Balanced scorecard

A balanced scorecard is a strategy performance management tool – a well-structured report used to keep track of the execution of activities by staff and to monitor the consequences arising from these actions.

However it is clear from the same survey that a larger proportion (about 30%) use corporate balanced scorecard elements to inform personal goal setting and incentive calculations.

None of these influences is explicitly linked to in the original descriptions of balanced scorecard by Schneiderman, Maisel, or Kaplan & Norton.

The book reflects the earliest incarnations of balanced scorecards – effectively restating the concept as described in the second Harvard Business Review article.

The Execution Premium in 2008,[17] "Intelligent Design of Inclusive Growth Strategies" in 2019[18]); many others also continue to refine the device itself (e.g. Abernethy et al.[19]).

The characteristic feature of the balanced scorecard and its derivatives is the presentation of a mixture of financial and non-financial measures each compared to a 'target' value within a single concise report.

It is the method by which this 'most relevant' information is determined (i.e., the design processes used to select the content) that most differentiates the various versions of the tool in circulation.

The balanced scorecard indirectly also provides a useful insight into an organization's strategy – by requiring general strategic statements (e.g. mission, vision) to be precipitated into more specific/tangible forms.

These categories were not so relevant to public sector or non-profit organizations,[21] or units within complex organizations (which might have high degrees of internal specialization), and much of the early literature on balanced scorecard focused on suggestions of alternative 'perspectives' that might have more relevance to these groups (e.g. Butler et al. (1997),[22] Ahn (2001),[23] Elefalke (2001),[24] Brignall (2002),[25] Irwin (2002),[26] Radnor et al. (2003)[27]).

The variations appeared to be part of an evolution of the balanced scorecard concept, and so the paper refers to these distinct types as "generations".

[2][38] Design of a balanced scorecard is about the identification of a small number of financial and non-financial measures and attaching targets to them, so that when they are reviewed it is possible to determine whether current performance 'meets expectations'.

This is illustrated by the four steps required to design a balanced scorecard included in Kaplan & Norton's writing on the subject in the late 1990s: These steps go beyond the simple task of identifying a small number of financial and non-financial measures, but illustrate the requirement for whatever design process is used to fit within broader thinking about how the resulting balanced scorecard will integrate with the wider business management process.

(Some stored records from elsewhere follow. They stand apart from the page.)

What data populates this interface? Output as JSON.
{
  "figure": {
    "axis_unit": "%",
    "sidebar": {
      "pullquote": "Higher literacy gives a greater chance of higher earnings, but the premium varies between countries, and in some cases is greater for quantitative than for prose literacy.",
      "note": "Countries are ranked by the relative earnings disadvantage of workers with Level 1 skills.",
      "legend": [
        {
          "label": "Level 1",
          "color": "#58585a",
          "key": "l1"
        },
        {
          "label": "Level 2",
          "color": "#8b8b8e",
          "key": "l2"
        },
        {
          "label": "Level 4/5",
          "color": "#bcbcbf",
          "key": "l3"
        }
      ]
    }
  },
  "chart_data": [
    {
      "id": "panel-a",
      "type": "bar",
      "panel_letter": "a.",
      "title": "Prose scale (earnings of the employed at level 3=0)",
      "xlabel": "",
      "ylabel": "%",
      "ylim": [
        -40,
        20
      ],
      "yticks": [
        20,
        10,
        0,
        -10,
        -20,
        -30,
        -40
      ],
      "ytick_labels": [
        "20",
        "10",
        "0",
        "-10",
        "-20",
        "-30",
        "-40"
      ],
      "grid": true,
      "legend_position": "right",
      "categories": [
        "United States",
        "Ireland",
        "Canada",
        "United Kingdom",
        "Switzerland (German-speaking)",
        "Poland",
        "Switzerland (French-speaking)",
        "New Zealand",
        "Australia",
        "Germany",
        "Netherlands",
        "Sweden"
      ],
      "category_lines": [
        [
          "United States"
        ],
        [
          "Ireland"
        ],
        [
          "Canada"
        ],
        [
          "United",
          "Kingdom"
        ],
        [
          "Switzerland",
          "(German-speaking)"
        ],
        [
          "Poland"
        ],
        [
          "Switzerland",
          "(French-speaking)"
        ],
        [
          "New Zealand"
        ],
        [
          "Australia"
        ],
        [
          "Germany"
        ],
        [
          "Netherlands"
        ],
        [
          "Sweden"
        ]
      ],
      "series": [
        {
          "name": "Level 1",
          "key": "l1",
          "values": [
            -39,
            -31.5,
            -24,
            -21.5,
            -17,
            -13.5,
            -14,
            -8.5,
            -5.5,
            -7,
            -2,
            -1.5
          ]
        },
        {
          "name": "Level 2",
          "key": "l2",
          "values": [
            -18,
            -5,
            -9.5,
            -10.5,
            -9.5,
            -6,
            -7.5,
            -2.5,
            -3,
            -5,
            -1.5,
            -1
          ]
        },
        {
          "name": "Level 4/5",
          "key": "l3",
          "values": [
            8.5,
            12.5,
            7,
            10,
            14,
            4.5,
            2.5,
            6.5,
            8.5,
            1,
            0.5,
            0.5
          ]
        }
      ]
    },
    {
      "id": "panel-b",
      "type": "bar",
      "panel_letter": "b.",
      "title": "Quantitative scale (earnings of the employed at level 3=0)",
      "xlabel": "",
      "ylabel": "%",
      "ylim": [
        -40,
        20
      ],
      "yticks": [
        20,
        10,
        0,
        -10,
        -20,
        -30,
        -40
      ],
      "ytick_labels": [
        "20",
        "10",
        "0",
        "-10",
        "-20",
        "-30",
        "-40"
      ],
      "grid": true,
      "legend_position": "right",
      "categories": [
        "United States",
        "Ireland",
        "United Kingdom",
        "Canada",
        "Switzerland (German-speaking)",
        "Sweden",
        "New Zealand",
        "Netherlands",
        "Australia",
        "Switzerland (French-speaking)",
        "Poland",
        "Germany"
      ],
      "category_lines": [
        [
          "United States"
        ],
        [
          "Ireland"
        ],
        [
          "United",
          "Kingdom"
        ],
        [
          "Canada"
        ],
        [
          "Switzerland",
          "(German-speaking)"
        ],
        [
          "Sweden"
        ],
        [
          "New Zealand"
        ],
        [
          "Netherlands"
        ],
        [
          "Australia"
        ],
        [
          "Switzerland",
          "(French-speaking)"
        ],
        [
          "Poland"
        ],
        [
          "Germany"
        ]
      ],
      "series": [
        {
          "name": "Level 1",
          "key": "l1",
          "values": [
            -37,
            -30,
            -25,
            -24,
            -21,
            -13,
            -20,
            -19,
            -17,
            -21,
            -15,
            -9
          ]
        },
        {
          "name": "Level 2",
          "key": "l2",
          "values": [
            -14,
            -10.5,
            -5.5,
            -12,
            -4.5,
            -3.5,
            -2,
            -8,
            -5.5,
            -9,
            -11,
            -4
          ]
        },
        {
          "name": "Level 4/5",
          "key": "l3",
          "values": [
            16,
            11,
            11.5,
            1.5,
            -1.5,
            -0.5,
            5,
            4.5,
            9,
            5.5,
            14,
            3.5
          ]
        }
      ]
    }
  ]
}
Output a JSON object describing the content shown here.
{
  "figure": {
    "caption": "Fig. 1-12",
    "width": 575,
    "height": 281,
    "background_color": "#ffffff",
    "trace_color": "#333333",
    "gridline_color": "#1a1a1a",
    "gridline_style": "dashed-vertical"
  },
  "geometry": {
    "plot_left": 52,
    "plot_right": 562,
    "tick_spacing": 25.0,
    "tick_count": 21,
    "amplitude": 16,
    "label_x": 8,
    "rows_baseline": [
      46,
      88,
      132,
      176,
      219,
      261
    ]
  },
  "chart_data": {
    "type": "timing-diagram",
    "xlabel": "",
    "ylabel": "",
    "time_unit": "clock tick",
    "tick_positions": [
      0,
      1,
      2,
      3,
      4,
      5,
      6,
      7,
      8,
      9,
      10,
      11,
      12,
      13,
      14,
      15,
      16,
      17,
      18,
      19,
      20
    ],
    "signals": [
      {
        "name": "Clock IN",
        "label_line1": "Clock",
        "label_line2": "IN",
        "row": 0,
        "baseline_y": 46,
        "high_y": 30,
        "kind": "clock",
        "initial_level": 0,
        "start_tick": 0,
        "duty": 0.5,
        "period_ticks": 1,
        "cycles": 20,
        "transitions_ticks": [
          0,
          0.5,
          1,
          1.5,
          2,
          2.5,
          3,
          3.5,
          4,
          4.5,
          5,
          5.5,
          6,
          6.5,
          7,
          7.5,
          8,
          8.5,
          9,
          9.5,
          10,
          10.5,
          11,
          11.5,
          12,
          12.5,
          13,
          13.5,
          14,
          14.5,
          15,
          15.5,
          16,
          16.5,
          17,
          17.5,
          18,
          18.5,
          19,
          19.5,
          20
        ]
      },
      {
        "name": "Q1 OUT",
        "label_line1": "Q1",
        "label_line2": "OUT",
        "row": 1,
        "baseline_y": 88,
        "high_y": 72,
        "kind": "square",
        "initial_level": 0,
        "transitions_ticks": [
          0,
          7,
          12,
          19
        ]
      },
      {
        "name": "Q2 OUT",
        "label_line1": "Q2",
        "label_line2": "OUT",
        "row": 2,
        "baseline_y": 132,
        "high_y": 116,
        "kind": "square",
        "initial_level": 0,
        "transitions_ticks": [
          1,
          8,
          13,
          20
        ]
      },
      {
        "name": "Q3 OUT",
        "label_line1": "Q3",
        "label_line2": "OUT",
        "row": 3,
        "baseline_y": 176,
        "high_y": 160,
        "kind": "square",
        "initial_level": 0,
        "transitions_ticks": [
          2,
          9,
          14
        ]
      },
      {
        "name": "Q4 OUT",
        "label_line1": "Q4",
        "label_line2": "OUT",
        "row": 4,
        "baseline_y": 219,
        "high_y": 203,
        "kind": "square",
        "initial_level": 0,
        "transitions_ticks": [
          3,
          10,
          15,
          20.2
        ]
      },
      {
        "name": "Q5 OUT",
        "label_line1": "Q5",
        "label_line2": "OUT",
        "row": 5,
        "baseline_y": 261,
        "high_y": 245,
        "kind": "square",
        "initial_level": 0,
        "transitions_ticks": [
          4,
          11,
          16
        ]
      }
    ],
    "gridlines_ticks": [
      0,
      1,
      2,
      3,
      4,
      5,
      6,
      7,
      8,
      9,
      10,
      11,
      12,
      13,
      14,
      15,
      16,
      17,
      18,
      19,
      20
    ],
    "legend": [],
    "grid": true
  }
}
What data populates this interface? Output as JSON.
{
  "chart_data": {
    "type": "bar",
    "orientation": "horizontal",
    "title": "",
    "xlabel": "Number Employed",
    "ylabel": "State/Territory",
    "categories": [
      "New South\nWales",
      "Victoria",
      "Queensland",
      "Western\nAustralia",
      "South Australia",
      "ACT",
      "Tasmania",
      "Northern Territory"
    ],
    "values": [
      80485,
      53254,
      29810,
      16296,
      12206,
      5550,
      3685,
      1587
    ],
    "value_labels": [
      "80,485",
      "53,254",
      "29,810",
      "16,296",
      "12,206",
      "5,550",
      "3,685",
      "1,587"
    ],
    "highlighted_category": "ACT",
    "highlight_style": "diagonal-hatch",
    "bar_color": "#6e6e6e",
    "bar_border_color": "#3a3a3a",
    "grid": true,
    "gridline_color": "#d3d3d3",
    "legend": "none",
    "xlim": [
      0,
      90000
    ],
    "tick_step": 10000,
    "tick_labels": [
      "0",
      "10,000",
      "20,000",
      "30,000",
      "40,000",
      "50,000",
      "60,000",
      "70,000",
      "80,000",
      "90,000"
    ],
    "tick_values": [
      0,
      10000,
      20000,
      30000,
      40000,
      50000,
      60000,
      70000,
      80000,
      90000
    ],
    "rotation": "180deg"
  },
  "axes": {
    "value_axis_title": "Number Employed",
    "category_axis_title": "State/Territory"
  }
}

[8] The first generation of balanced scorecard designs used a "four perspective" approach to identify what measures to use to track the implementation of strategy.

These categories were not so relevant to public sector or non-profit organizations,[21] or units within complex organizations (which might have high degrees of internal specialization), and much of the early literature on balanced scorecard focused on suggestions of alternative 'perspectives' that might have more relevance to these groups(e.g. Butler et al. (1997),[22] Ahn (2001),[23] Elefalke (2001),[24] Brignall (2002),[25] Irwin (2002),[26] Flamholtz (2003),[41] Radnor et al. (2003)[27]).

[7] This type of approach provides greater contextual justification for the measures chosen, and is generally easier for managers to work through.

One problem with the "second generation" design approach described above was that the plotting of causal links amongst twenty or so medium-term strategic goals was still a relatively abstract activity.

In practice it ignored the fact that opportunities to intervene to influence strategic goals are (and need to be) anchored in current and real management activity.

It was quickly realized that if a Destination Statement was created at the beginning of the design process then it became easier to select the appropriate strategic activity and outcome objectives which if achieved would deliver it.

[7] In 1997, Kurtzman[44] found that 64 percent of the companies questioned were measuring performance from a number of perspectives in a similar way to the balanced scorecard.

The simplest mechanism to use is to delegate these activities to an individual, and many balanced scorecards are reported via ad hoc methods based around email, phone calls and office software.